The Nuclear Regulatory Commission is fully funded through the fiscal year and not affected by the partial government shutdown.
If you live near one of the nation’s 60 nuclear power plants, don’t worry: Federal inspectors are still working — and being paid — through the partial government shutdown.
In Ohio, both of the FirstEnergy Solutions plants continue to operate, with resident Nuclear Regulatory Commission inspectors on hand.
“The NRC has its full budget,” said spokesperson Viktoria Mitlyng at the NRC’s Region III office in Lisle, Illinois. “We are operating normally.”
The agency is currently funded through the federal government’s 2019 fiscal year, so it has money on hand for normal operations, payroll and other expenses. Thus, its employees are not among the nearly 7,200 federal workers in Ohio estimated to be currently on forced furlough or required to work without pay.
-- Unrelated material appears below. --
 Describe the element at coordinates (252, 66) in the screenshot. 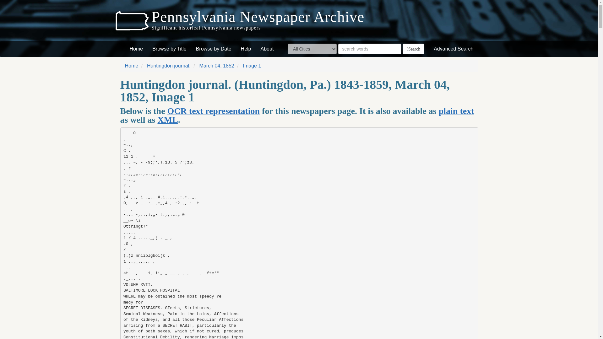

I see `Image 1` at that location.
The nationwide total is approximately 800,000 federal workers.
Resident inspectors at the Perry and Davis-Besse nuclear plants generally work a “normal” five-day work week. “However, they’re on call” pretty much all the time for any safety issues that may come up or activities that may require their presence, Mitlyng said.
For example, the Davis-Besse plant’s two resident inspectors were on hand at different times over the weekend to observe personnel doing maintenance operations “to make sure they understood what was going on and everything was done properly,” she explained.
A Jan. 11 notice informed the Perry plant that its next baseline inspection has been scheduled for March 11-22.
Also during the partial government shutdown, a Jan. 8 NRC letter invited comment from the Environmental Law & Policy Center on a proposed ruling that would deny action on the plants’ licenses, because the plants are otherwise required to provide the information sought by ELPC in the next funding status reports due on March 31. The letter asked for any response within 14 days.
Yet while the government shutdown hasn’t shut down the plants, the plants themselves remain scheduled to be closed.
FirstEnergy Solutions and its parent corporation FirstEnergy have pressed for various forms of subsidies, guarantees or other financial help from both Ohio and the federal government. Those “bailout” requests occurred both before and after FirstEnergy’s generation subsidiaries filed for bankruptcy relief last year.
FirstEnergy Solutions “continues to reiterate that absent legislative relief and meaningful market reforms, the plants will shut down at their scheduled deactivation dates of 2020 for Davis-Besse and 2021 for Perry,” said Angela Pruitt, a spokesperson for FirstEnergy Solutions at the New York office of media relations firm Sitrick and Company.